Research integrity: building a culture of transparency and accountability

Sophie Nobes

In December 2025, Open Pharma attended the STM Research Integrity Day in London; a gathering of publishers, funders and research integrity experts to tackle the most pressing issues in research and publishing. If there’s one message that resonated throughout the day, it’s this: transparency is everything. In this article, we explore other key themes from the meeting and outline how everyone can take action to support and safeguard research integrity.

“We want good research, and we want good research published.”

Publishing Director

Why research integrity matters

Research integrity underpins the credibility of science and, ultimately, the trust patients and the public place in healthcare. Yet the challenges are mounting: image manipulation, paper mills, peer review mills, fake identities and opaque processes threaten the reliability of published research. These issues aren’t confined to one sector but ripple across academia, biopharma and publishing. Furthermore, as systems detecting research integrity threats evolve, so do the tools used to generate and facilitate those threats.

Throughout STM Research Integrity Day, presenters and delegates came together to explore how we, as a diverse research and publications community, can build systems that not only detect research misconduct but actively promote good practice. Here’s a summary of what we discussed.

 “Scholarship is not an event, it’s an entire process.

Journal Editor

Community and open communication

The foundation of integrity is openness. Speakers emphasized the need for honest, open dialogue between funders, publishers and institutions as a cornerstone of integrity and trust in research publications. Too often, concerns are siloed, and fear of reputational damage stifles action against those suspected of research misconduct or (as we are, after all, only human) genuine mistakes.

Integrity is a shared responsibility, and building a culture of trust starts at the community level. While some are taking steps in the right direction, institutions, publishers and funders must work together to set expectations and share best practices to safeguard and prioritize research integrity over commercial competition. In short, effective collaboration must become the norm.

We have the same goal – making sure the literature is robust and trustworthy.

Publishing Ethics and Integrity Manager

Accountability and incentivization systems

It’s clear that a ‘publish or perish’ culture has fuelled the rise in research misconduct and the proliferation of predatory publishers. To improve research integrity, we must first address the systems motivating bad actors. Accountability and funding systems need to recognize and reward transparent practices and reproducibility rather than simply the volume of publications. Furthermore, the perception of expressions of concern and retractions as negative outcomes needs to be addressed to remove the fear of admitting genuine errors and safeguarding the overall literature base.

As integrity systems improve, more cases of misconduct will surface; greater recognition of what ‘good’ looks like inevitably means identifying more of the bad. As a community, we need to view this as progress, not a failure, and remain resilient and committed to improving research integrity in the long term. It may well get worse before it gets better, but the pain is worth the gain!

“Can I tell people to publish less?”

Professor

What next?

Protecting and improving research integrity is a long-term goal requiring collaboration across every facet of the research publications ecosystem. Yet every one of us can take action to move us forward by:

  • advocating for transparency and collaboration
  • supporting systems for accountability
  • sharing resources and best practices to strengthen trust in science.

We need to act now, together, to protect scientific integrity. After all, “Scientific literature is one of humanity’s crowning achievements … it needs to be preserved.” Researcher


The views expressed in this blog post are those of the author(s) and do not necessarily reflect those of Open Pharma or its Members and Supporters.

Sophie Nobes is a Senior Medical Writer at Oxford PharmaGenesis, where she is the Lead of the Open Pharma patient involvement working group. Sophie is also a recipient of the 2026 NISO Plus Scholarship.

Note: Pull quotes included in this article have been anonymized because STM Research Integrity Day took place under Chatham House rules.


## WORK INSTRUCTION
Only lines containing the word "input" belong in the answer; copy each one from the records.

*** DATA SHOWN

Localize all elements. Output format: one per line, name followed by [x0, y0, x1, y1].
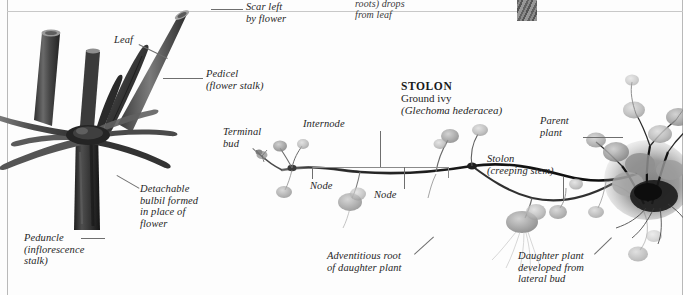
label-pedicel: Pedicel (flower stalk)	[206, 68, 264, 91]
label-terminal-bud: Terminal bud	[223, 126, 261, 149]
label-adventitious-root: Adventitious root of daughter plant	[327, 250, 402, 273]
label-node-left: Node	[310, 180, 333, 192]
label-leaf: Leaf	[114, 34, 133, 46]
label-node-right: Node	[374, 189, 397, 201]
leader-internode	[380, 131, 381, 167]
label-internode: Internode	[303, 118, 345, 130]
label-peduncle: Peduncle (inflorescence stalk)	[24, 232, 84, 267]
leader-parent-plant	[583, 137, 623, 138]
leader-peduncle	[81, 238, 105, 239]
leader-node-left	[312, 167, 313, 179]
leader-stolon	[563, 177, 564, 201]
internode-bracket	[312, 167, 449, 178]
stolon-common-name: Ground ivy	[401, 92, 502, 104]
leader-node-right	[404, 167, 405, 189]
label-scar-left-by-flower: Scar left by flower	[246, 1, 286, 24]
label-detachable-bulbil: Detachable bulbil formed in place of flo…	[140, 183, 198, 229]
stolon-title: STOLON	[401, 80, 502, 92]
leader-pedicel	[163, 78, 203, 79]
thumbnail-icon	[517, 0, 537, 21]
cutoff-center-fragment: roots) drops from leaf	[355, 0, 405, 20]
label-parent-plant: Parent plant	[540, 115, 569, 138]
label-stolon-creeping-stem: Stolon (creeping stem)	[487, 153, 554, 176]
leader-scar	[211, 9, 243, 10]
label-daughter-plant: Daughter plant developed from lateral bu…	[518, 250, 584, 285]
ground-ivy-stolon-illustration	[240, 112, 683, 295]
botanical-plate: roots) drops from leaf	[0, 0, 683, 295]
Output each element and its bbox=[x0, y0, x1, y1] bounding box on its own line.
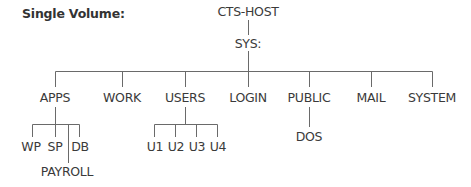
node-u1: U1 bbox=[147, 140, 164, 154]
node-login: LOGIN bbox=[229, 91, 267, 105]
directory-tree-diagram: Single Volume: CTS-HOST SYS: APPS WORK U… bbox=[0, 0, 471, 187]
node-u2: U2 bbox=[168, 140, 185, 154]
node-sp: SP bbox=[48, 140, 63, 154]
node-wp: WP bbox=[21, 140, 40, 154]
node-root-cts-host: CTS-HOST bbox=[217, 5, 278, 19]
node-db: DB bbox=[71, 140, 89, 154]
node-u3: U3 bbox=[189, 140, 206, 154]
node-mail: MAIL bbox=[357, 91, 386, 105]
node-users: USERS bbox=[165, 91, 205, 105]
node-volume-sys: SYS: bbox=[235, 37, 262, 51]
node-u4: U4 bbox=[210, 140, 227, 154]
node-work: WORK bbox=[103, 91, 141, 105]
node-dos: DOS bbox=[296, 130, 323, 144]
node-payroll: PAYROLL bbox=[41, 165, 93, 179]
node-system: SYSTEM bbox=[408, 91, 456, 105]
node-apps: APPS bbox=[40, 91, 70, 105]
node-public: PUBLIC bbox=[288, 91, 331, 105]
diagram-title: Single Volume: bbox=[22, 6, 125, 21]
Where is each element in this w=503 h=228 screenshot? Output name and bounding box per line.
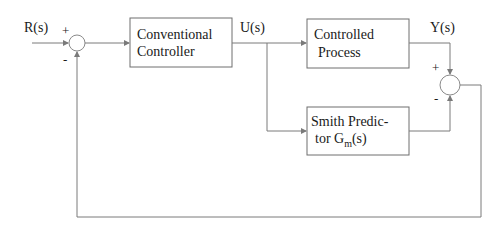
controller-label-line1: Conventional [137, 27, 213, 42]
output-sum-minus-sign: - [434, 91, 438, 106]
control-signal-label: U(s) [240, 20, 265, 36]
output-sum-plus-sign: + [432, 60, 439, 75]
input-sum-minus-sign: - [63, 52, 67, 67]
predictor-branch-arrow [267, 43, 306, 131]
conventional-controller-block: Conventional Controller [130, 18, 232, 67]
feedback-path-arrow [77, 52, 481, 217]
predictor-label-suffix: (s) [352, 131, 367, 147]
process-label-line2: Process [318, 45, 361, 60]
output-signal-arrow [409, 43, 450, 74]
predictor-label-line1: Smith Predic- [311, 114, 389, 129]
predictor-label-prefix: tor G [315, 131, 344, 146]
block-diagram: R(s) + - Conventional Controller U(s) Co… [0, 0, 503, 228]
input-sum-plus-sign: + [62, 23, 69, 38]
controller-label-line2: Controller [137, 44, 195, 59]
output-summing-junction [440, 75, 460, 95]
controlled-process-block: Controlled Process [307, 19, 409, 68]
input-signal-label: R(s) [24, 20, 48, 36]
output-signal-label: Y(s) [430, 20, 455, 36]
smith-predictor-block: Smith Predic- tor Gm(s) [307, 107, 409, 155]
process-label-line1: Controlled [314, 27, 374, 42]
predictor-output-arrow [409, 96, 450, 131]
input-summing-junction [69, 35, 85, 51]
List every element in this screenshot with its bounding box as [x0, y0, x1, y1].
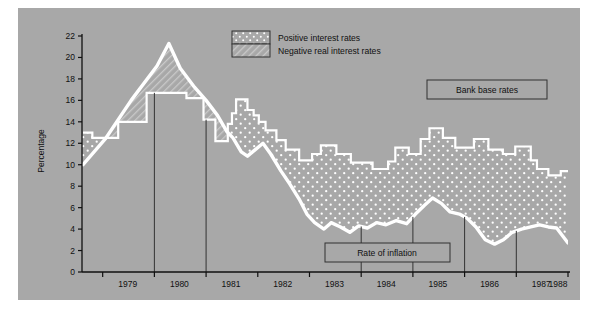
x-tick-label: 1985 [428, 279, 447, 289]
legend-label-negative: Negative real interest rates [278, 46, 381, 56]
rate-of-inflation-label: Rate of inflation [357, 248, 417, 258]
y-tick-label: 6 [70, 203, 75, 213]
area-fills [82, 44, 568, 244]
chart-figure: 0246810121416182022 19791980198119821983… [0, 0, 594, 322]
legend-label-positive: Positive interest rates [278, 33, 360, 43]
x-tick-label: 1981 [222, 279, 241, 289]
x-tick-label: 1979 [118, 279, 137, 289]
y-tick-labels: 0246810121416182022 [66, 31, 82, 277]
legend-swatch-positive [232, 31, 270, 44]
x-tick-label: 1983 [325, 279, 344, 289]
y-tick-label: 10 [66, 160, 76, 170]
x-tick-labels: 1979198019811982198319841985198619871988 [103, 272, 568, 289]
x-tick-label: 1980 [170, 279, 189, 289]
y-tick-label: 4 [70, 224, 75, 234]
legend-swatch-negative [232, 44, 270, 57]
chart-plot-area: 0246810121416182022 19791980198119821983… [0, 0, 594, 322]
y-tick-label: 2 [70, 246, 75, 256]
y-tick-label: 14 [66, 117, 76, 127]
x-tick-label: 1984 [377, 279, 396, 289]
y-tick-label: 12 [66, 138, 76, 148]
y-axis-title: Percentage [36, 129, 46, 173]
y-tick-label: 22 [66, 31, 76, 41]
rate-of-inflation-callout: Rate of inflation [325, 243, 450, 262]
chart-legend: Positive interest rates Negative real in… [232, 31, 381, 57]
bank-base-rates-callout: Bank base rates [427, 80, 547, 99]
y-tick-label: 0 [70, 267, 75, 277]
x-tick-label: 1986 [480, 279, 499, 289]
y-tick-label: 16 [66, 95, 76, 105]
y-tick-label: 18 [66, 74, 76, 84]
x-tick-label: 1988 [549, 279, 568, 289]
x-tick-label: 1982 [273, 279, 292, 289]
y-tick-label: 20 [66, 52, 76, 62]
bank-base-rates-label: Bank base rates [456, 85, 518, 95]
y-tick-label: 8 [70, 181, 75, 191]
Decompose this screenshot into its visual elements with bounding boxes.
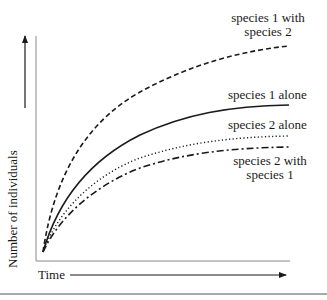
label-line: species 2 with [220, 154, 320, 168]
label-line: species 2 [218, 25, 318, 39]
label-species1-with-species2: species 1 with species 2 [218, 11, 318, 39]
label-species1-alone: species 1 alone [228, 88, 307, 102]
label-species2-with-species1: species 2 with species 1 [220, 154, 320, 182]
y-axis-label: Number of individuals [6, 150, 20, 268]
label-line: species 1 with [218, 11, 318, 25]
x-axis-label: Time [38, 268, 65, 282]
chart-figure [0, 0, 327, 300]
label-species2-alone: species 2 alone [228, 118, 307, 132]
label-line: species 1 [220, 168, 320, 182]
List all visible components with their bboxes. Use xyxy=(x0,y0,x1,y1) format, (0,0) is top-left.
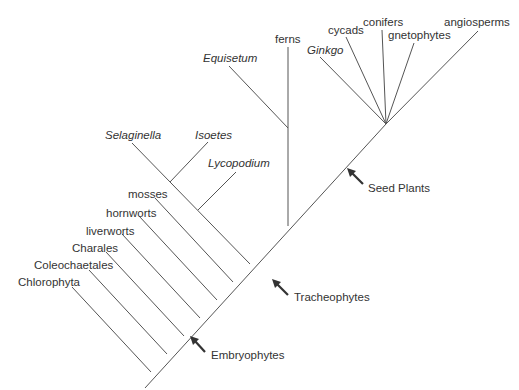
branch-hornworts xyxy=(139,216,217,300)
branch-cycads xyxy=(346,37,386,124)
branch-mosses xyxy=(155,198,233,282)
seed-plants-arrow-shaft xyxy=(352,173,363,184)
label-gnetophytes: gnetophytes xyxy=(388,30,451,42)
tree-lines xyxy=(0,0,519,390)
label-embryophytes: Embryophytes xyxy=(211,350,285,362)
branch-chlorophyta xyxy=(72,287,151,372)
label-mosses: mosses xyxy=(128,189,168,201)
tracheophytes-arrow-shaft xyxy=(277,284,288,295)
label-tracheophytes: Tracheophytes xyxy=(294,292,370,304)
label-selaginella: Selaginella xyxy=(105,130,161,142)
label-charales: Charales xyxy=(72,243,118,255)
label-chlorophyta: Chlorophyta xyxy=(18,277,80,289)
label-conifers: conifers xyxy=(363,17,403,29)
label-coleochaetales: Coleochaetales xyxy=(34,260,113,272)
label-cycads: cycads xyxy=(328,25,364,37)
label-seed-plants: Seed Plants xyxy=(368,183,430,195)
branch-charales xyxy=(106,252,184,336)
branch-ginkgo xyxy=(320,57,386,124)
branch-coleochaetales xyxy=(89,270,167,354)
branch-lycopodium xyxy=(198,172,236,210)
label-hornworts: hornworts xyxy=(106,208,157,220)
branch-angiosperms xyxy=(386,31,478,124)
embryophytes-arrow-shaft xyxy=(195,341,205,352)
label-angiosperms: angiosperms xyxy=(444,17,510,29)
branch-conifers xyxy=(382,30,386,124)
cladogram: Chlorophyta Coleochaetales Charales live… xyxy=(0,0,519,390)
branch-isoetes xyxy=(170,142,208,182)
label-ginkgo: Ginkgo xyxy=(307,45,343,57)
branch-gnetophytes xyxy=(386,43,414,124)
label-equisetum: Equisetum xyxy=(203,53,257,65)
label-ferns: ferns xyxy=(275,34,301,46)
label-isoetes: Isoetes xyxy=(195,130,232,142)
label-liverworts: liverworts xyxy=(86,226,135,238)
label-lycopodium: Lycopodium xyxy=(208,158,270,170)
branch-equisetum xyxy=(229,66,288,128)
branch-liverworts xyxy=(122,234,200,318)
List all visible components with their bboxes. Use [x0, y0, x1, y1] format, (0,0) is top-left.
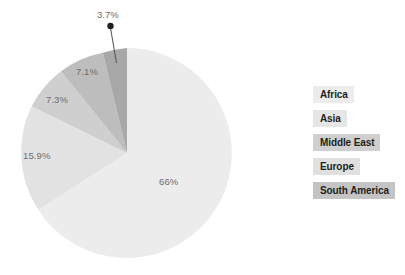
pie-slices	[21, 48, 232, 258]
legend-item-label: Africa	[320, 89, 348, 100]
chart-legend: Africa Asia Middle East Europe South Ame…	[313, 86, 401, 206]
legend-item-label: Europe	[320, 161, 354, 172]
legend-item-label: Asia	[320, 113, 341, 124]
legend-item-europe[interactable]: Europe	[313, 158, 360, 175]
legend-item-africa[interactable]: Africa	[313, 86, 354, 103]
slice-value-label-middle-east: 7.3%	[46, 94, 68, 105]
legend-item-label: South America	[320, 185, 389, 196]
slice-value-label-africa: 3.7%	[97, 9, 119, 20]
legend-item-south-america[interactable]: South America	[313, 182, 395, 199]
legend-item-asia[interactable]: Asia	[313, 110, 347, 127]
pie-chart-figure: 66% 15.9% 7.3% 7.1% 3.7% Africa Asia Mid…	[0, 0, 405, 275]
legend-item-label: Middle East	[320, 137, 374, 148]
slice-value-label-asia: 7.1%	[76, 66, 98, 77]
callout-dot	[107, 23, 113, 29]
legend-item-middle-east[interactable]: Middle East	[313, 134, 380, 151]
slice-value-label-south-america: 66%	[159, 176, 178, 187]
slice-value-label-europe: 15.9%	[23, 150, 50, 161]
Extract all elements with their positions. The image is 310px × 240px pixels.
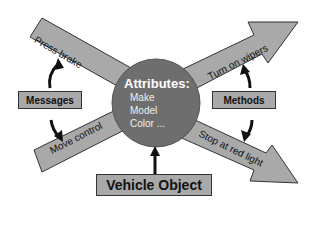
- attributes-title: Attributes:: [124, 76, 190, 91]
- methods-box: Methods: [212, 91, 276, 109]
- attributes-circle: [112, 59, 200, 147]
- attribute-model: Model: [130, 105, 157, 116]
- vehicle-object-box: Vehicle Object: [96, 174, 212, 196]
- messages-box: Messages: [18, 91, 82, 109]
- attribute-make: Make: [130, 92, 154, 103]
- attribute-color: Color ...: [130, 118, 165, 129]
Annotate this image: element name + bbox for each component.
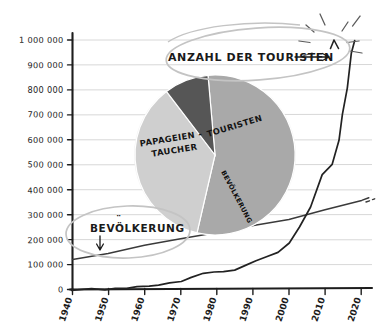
tourist-curve-arrowhead <box>331 40 339 49</box>
y-axis-tick-label: 600 000 <box>28 135 64 145</box>
x-axis-tick-label: 2020 <box>346 296 363 323</box>
x-axis-tick-label: 1970 <box>165 296 182 323</box>
y-axis-tick-label: 700 000 <box>27 109 63 120</box>
population-annotation-arrow-icon <box>97 236 104 250</box>
x-axis-tick-label: 2000 <box>274 296 291 323</box>
y-axis-tick-label: 100 000 <box>28 260 64 270</box>
x-axis-tick-label: 1960 <box>129 296 146 323</box>
pie-chart: PAPAGEIEN - TAUCHER TOURISTEN BEVÖLKERUN… <box>134 75 296 235</box>
y-axis-labels: 1 000 000900 000800 000700 000600 000500… <box>19 35 64 295</box>
x-axis-labels: 194019501960197019801990200020102020 <box>57 296 363 323</box>
x-axis-tick-label: 2010 <box>310 296 327 323</box>
x-axis-tick-label: 1940 <box>57 296 74 323</box>
x-axis-tick-label: 1980 <box>201 296 218 323</box>
y-axis-tick-label: 200 000 <box>27 235 63 246</box>
y-axis-tick-label: 900 000 <box>27 60 63 70</box>
y-axis-tick-label: 1 000 000 <box>19 35 63 45</box>
hand-drawn-tourism-chart: 1 000 000900 000800 000700 000600 000500… <box>0 0 384 336</box>
population-annotation-label: BEVÖLKERUNG <box>90 221 185 234</box>
y-axis-tick-label: 800 000 <box>28 85 64 95</box>
y-axis-tick-label: 500 000 <box>27 159 63 170</box>
y-axis-tick-label: 300 000 <box>27 210 63 220</box>
chart-canvas: 1 000 000900 000800 000700 000600 000500… <box>0 0 384 336</box>
y-axis-tick-label: 400 000 <box>27 185 63 196</box>
population-annotation-umlaut: ¨ <box>116 213 122 225</box>
population-line-tail <box>366 199 375 202</box>
x-axis-tick-label: 1990 <box>238 296 255 323</box>
y-axis-tick-label: 0 <box>58 285 64 295</box>
x-axis-tick-label: 1950 <box>93 296 110 323</box>
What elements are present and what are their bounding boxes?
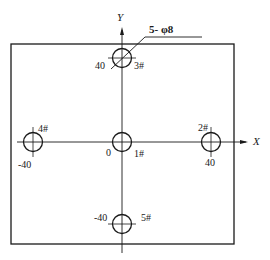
hole-3-label: 3# — [134, 61, 144, 71]
x-axis-arrow-icon — [240, 140, 248, 144]
spec-leader-line — [111, 37, 202, 69]
hole-1-label: 1# — [134, 149, 144, 159]
dim-y-negative: -40 — [94, 213, 107, 223]
origin-label: 0 — [106, 148, 111, 158]
dim-x-negative: -40 — [18, 160, 31, 170]
y-axis-arrow-icon — [120, 27, 124, 35]
hole-5-label: 5# — [141, 213, 151, 223]
hole-2-label: 2# — [198, 123, 208, 133]
hole-spec-callout: 5- φ8 — [149, 24, 173, 35]
dim-y-positive: 40 — [95, 61, 105, 71]
y-axis-label: Y — [117, 12, 123, 23]
hole-4-label: 4# — [38, 124, 48, 134]
x-axis-label: X — [253, 136, 260, 147]
dim-x-positive: 40 — [205, 158, 215, 168]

******

## FINISHED EXERCISE
input-sum-minus-sign: - [63, 52, 67, 67]
input-sum-plus-sign: + [62, 23, 69, 38]
input-signal-label: R(s) [24, 20, 48, 36]
input-summing-junction [69, 35, 85, 51]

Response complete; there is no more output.